CVAIMay 2, 2024

Towards Inclusive Face Recognition Through Synthetic Ethnicity Alteration

arXiv:2405.01273v25 citationsh-index: 26FG
Originality Synthesis-oriented
AI Analysis

This work addresses bias in face recognition for underrepresented ethnic groups, but it is incremental as it builds on existing GAN and manifold learning models.

The paper tackled bias in face recognition systems by using synthetic methods to alter ethnicity and skin tone in datasets, finding that this approach can help create more diverse datasets for mitigating bias.

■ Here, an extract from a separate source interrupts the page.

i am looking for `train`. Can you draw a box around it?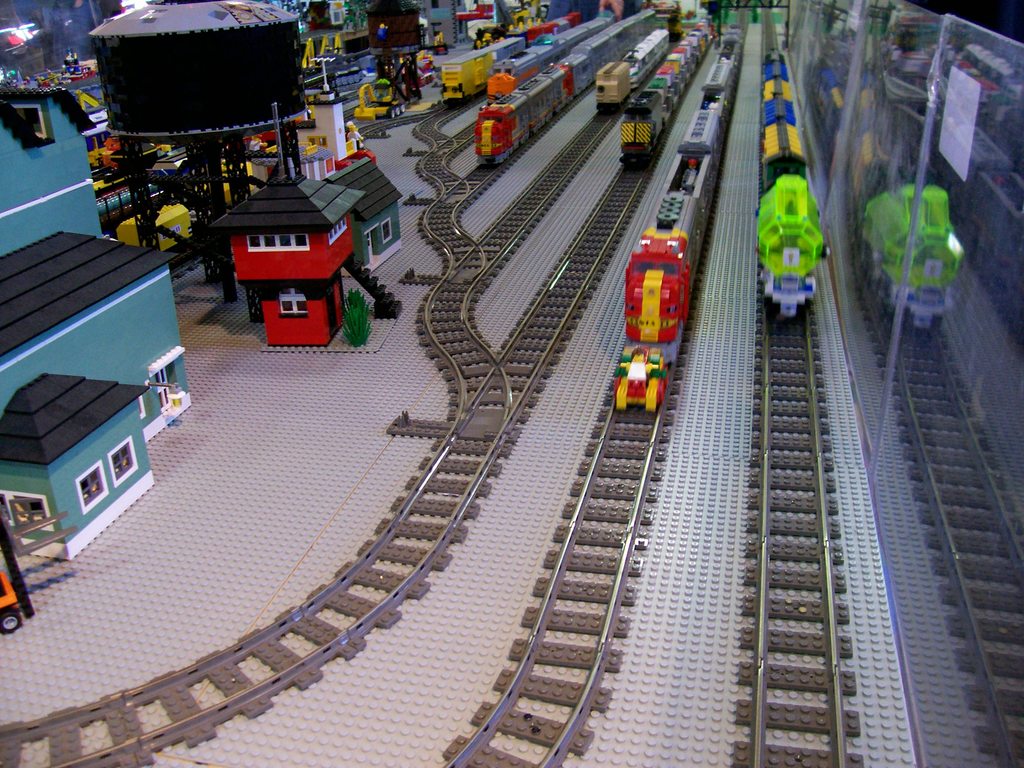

Numerous studies have shown that existing Face Recognition Systems (FRS), including commercial ones, often exhibit biases toward certain ethnicities due to under-represented data. In this work, we explore ethnicity alteration and skin tone modification using synthetic face image generation methods to increase the diversity of datasets. We conduct a detailed analysis by first constructing a balanced face image dataset representing three ethnicities: Asian, Black, and Indian. We then make use of existing Generative Adversarial Network-based (GAN) image-to-image translation and manifold learning models to alter the ethnicity from one to another. A systematic analysis is further conducted to assess the suitability of such datasets for FRS by studying the realistic skin-tone representation using Individual Typology Angle (ITA). Further, we also analyze the quality characteristics using existing Face image quality assessment (FIQA) approaches. We then provide a holistic FRS performance analysis using four different systems. Our findings pave the way for future research works in (i) developing both specific ethnicity and general (any to any) ethnicity alteration models, (ii) expanding such approaches to create databases with diverse skin tones, (iii) creating datasets representing various ethnicities which further can help in mitigating bias while addressing privacy concerns.

Foundations

The foundational work for this paper's niche, ranked by how specifically the neighbourhood builds on it — not by global fame.